Local not-for-profit organisation, Social Support Foundation has partnered the International Labour Organisation (ILO) to help address the issues of child labour in mining communities in Ghana.
Apart from cocoa farming, the artisanal and small scale mining sector has also been as encouraging more children in highly injurious work.
The two parties are working on a project called, Caring Gold Mining Project, which is under the pilot phase in four communities in two districts in the country.
As a pilot, the project is being run in Adansi Adumanu and Abadwam within the Adansi North District of the Ashanti Region and Mohyekrom and Serwam in the Aowin district of the Western Region.
The project seeks to empower the community and citizens, build their capacity so that they will be able to identify these child labour issues within themselves.
It expected to instinctively compel them to withdraw these children from engaging in the act and send them to the available social services that are within the districts.
To achieve this, the Social Support Foundation and its partners have managed to train and form what they call the Community Child Protection Committees within the project areas.
These committees are made up of community leaders, unit committee members, assembly members, teachers, whose objective as part of the project, is to help the community to identify, monitor and provide surveillance on child labour related issues within the sector.
The stakeholder engagement
Social Support Foundation has been meeting with key stakeholders within the artisanal sector and small scale gold mining sector and dealing with child labour related issues.
Mining companies, Miners associations, district assembly, representations from Aowin, some teachers, community representatives, some businesses, some teachers, and traditional leaders were all represented.
Speaking at a stakeholders' seminar at Obuasi, Executive Director of Social Support Foundation (SSF), Louis Acheampong, reiterated the need for government to enforce child welfare and social protection laws effectively.
He wants institutions charged with the protection of children’s rights and welfare must be provided with adequate logistics and resources to enable them to discharge their duties efficiently.
Poor parenting and neglect, poverty in mining communities and ignorance among parents, took a centre stage of the discussions, which were said to be factors that pushed children into mining activities.
Mr Acheampong explained that the dialogue meeting which focuses on how to collaborate to create linkages to support the communities with the available social services within the assembly and districts.
He says it the measure is important to sustain it beyond its project timelines and identify the collaborative factors or the institutions that are available and providing different services so that they link up to manage the situation.
“So that it will serve as a sustainable factor to extend and sustain the project even after the funding component has ended.
Which means the community and district ownership will take control of the issues of concern and the needs of the community in addressing the child labour issues.”
Intervention
The Caring Gold Mining Project is in a pilot phase looking at how the targeted communities can be supported to build their capacities.
The success of the project is intended to be replicated across the country and that is why Social Support Foundation is working closely with the social services support sub-committee of the assemblies.
But we are hoping that the assemblies take it up and expand it to cover most of the communities within the assembly.
“We are working with them so that they as a mandatory institution with the assemblies will take the plans and outcomes of these interventions and carry it through for the benefit of the broader district”.
Anthony Appiah, with the Child Protection Committee in Adumanu in the Adansi North District of the Ashanti Region, explains that the project has had a great impact on the people there.
He adds that the project first sensitized the people that their children must be prevented from working in the mining areas at a tender age at the expense of their education.
“it is highly injurious to their health. So we have trained parents and sensitized them to take away their children from the mining so now when you go to the galamsey (small scale illegal mining) sites, you hardly see children there.
Now we can count some of the children taken from the galamsey sites now entering schools and continuing their education”.
The project also seeks to tackle the poverty level of the parents because of that, the Business Advisory Centre (BAC) came in to give support, teach them, and guide people to build their capacity on how to work and make money and how to retain the money they earn, love their children and protect them.
Assembly’s Effort to Replicate Project Gains
Meanwhile, the District Chief Executive, Eric Kusi says bye-laws have been put in place in the bid to sustain the gains being chalked from the project.
“We have put some bye-laws to address the menace. If you are a parent and you fail to control your ward and a child who is supposed to be in school is found on galamsey site, you the parent can go to three months imprisonment”, he revealed.
He says the assembly is, therefore, putting in plans to replicate the gains from the Caring Child Mining Project to other communities in the district.
One of the head teachers present, Frederick Zotor, explained that because of the intervention, parents are now helping the teachers by encouraging their children to school.
“Now because of the intervention, the parents are helping the teachers. And the community too is helping because when they find a child less than 18 years on galamsey site they arrest them and bring them to school.
Habitual absenteeism and school dropouts, about 90 per cent of them are now back in school. A few sneak and go to mine but it is mostly during the weekend and that is what we are working on”, he added.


- [PROMPT]: Find the word "Back" in the listing below, then return every line it appears in.

INPUT FOR THIS TASK section start

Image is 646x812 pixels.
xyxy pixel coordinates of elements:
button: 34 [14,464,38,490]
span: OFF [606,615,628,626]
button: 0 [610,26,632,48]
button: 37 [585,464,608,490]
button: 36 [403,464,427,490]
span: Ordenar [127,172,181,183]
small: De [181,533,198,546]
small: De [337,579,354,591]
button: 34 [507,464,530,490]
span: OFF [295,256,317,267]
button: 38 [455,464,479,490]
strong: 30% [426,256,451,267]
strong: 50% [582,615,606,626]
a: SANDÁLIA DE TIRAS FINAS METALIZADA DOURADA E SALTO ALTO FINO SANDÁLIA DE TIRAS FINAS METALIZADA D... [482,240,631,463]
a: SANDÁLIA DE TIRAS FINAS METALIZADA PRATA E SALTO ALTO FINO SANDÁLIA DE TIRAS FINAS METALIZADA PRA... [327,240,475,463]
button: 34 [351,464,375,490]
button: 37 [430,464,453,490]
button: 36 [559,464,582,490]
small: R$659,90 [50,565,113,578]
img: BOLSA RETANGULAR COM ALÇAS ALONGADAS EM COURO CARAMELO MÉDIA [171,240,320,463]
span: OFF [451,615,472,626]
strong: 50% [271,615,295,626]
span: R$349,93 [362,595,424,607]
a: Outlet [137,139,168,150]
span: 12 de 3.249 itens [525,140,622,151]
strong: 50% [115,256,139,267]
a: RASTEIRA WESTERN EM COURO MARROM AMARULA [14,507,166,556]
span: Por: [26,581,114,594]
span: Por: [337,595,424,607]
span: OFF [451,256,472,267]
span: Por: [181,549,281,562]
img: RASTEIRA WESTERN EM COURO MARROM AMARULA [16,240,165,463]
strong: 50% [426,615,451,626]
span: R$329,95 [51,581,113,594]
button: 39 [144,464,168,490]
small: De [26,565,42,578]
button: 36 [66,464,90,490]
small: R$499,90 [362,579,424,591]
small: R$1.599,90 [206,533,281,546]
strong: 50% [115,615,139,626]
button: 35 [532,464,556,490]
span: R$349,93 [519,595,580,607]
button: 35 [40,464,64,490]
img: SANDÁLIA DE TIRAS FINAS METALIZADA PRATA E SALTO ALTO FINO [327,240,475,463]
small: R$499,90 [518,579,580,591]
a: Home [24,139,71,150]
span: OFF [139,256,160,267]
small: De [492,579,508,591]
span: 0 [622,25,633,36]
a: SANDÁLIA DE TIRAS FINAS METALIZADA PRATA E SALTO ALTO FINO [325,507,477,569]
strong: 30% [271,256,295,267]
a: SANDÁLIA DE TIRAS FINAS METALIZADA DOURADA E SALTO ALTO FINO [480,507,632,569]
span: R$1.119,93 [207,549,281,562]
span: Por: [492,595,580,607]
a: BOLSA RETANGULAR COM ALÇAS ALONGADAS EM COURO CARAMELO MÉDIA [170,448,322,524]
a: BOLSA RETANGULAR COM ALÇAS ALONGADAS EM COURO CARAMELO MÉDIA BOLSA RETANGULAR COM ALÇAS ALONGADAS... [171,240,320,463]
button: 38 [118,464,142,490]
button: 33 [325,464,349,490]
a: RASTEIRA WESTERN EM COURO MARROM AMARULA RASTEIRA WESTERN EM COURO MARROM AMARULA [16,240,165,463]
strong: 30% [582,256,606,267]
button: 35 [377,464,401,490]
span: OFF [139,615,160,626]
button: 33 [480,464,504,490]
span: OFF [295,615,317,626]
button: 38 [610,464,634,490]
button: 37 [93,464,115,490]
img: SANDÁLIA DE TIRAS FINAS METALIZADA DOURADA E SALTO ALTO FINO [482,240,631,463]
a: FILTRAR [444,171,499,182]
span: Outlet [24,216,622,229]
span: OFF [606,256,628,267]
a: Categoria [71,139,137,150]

INPUT FOR THIS TASK section end
INPUT FOR THIS TASK section start

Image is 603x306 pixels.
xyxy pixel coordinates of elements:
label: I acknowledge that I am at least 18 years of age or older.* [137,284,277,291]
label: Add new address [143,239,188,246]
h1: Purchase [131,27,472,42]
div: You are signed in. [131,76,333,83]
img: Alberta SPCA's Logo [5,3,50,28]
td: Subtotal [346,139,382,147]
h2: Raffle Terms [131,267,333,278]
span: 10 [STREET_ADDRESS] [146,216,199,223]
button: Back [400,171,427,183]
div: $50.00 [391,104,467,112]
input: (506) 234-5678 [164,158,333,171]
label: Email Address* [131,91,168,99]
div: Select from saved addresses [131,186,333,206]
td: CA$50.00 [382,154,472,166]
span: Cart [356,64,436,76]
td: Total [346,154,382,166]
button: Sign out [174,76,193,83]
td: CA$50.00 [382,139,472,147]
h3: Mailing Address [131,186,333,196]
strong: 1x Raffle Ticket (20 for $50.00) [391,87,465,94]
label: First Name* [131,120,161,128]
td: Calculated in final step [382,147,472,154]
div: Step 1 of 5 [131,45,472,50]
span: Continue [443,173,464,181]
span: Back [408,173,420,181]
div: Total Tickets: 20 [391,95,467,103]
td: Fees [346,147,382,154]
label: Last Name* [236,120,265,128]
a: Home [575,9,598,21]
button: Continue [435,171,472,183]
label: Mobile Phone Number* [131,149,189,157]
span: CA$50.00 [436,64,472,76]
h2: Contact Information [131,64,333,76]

INPUT FOR THIS TASK section end

- [YOUR SOLUTION]:
button: Back [400,171,427,183]
span: Back [408,173,420,181]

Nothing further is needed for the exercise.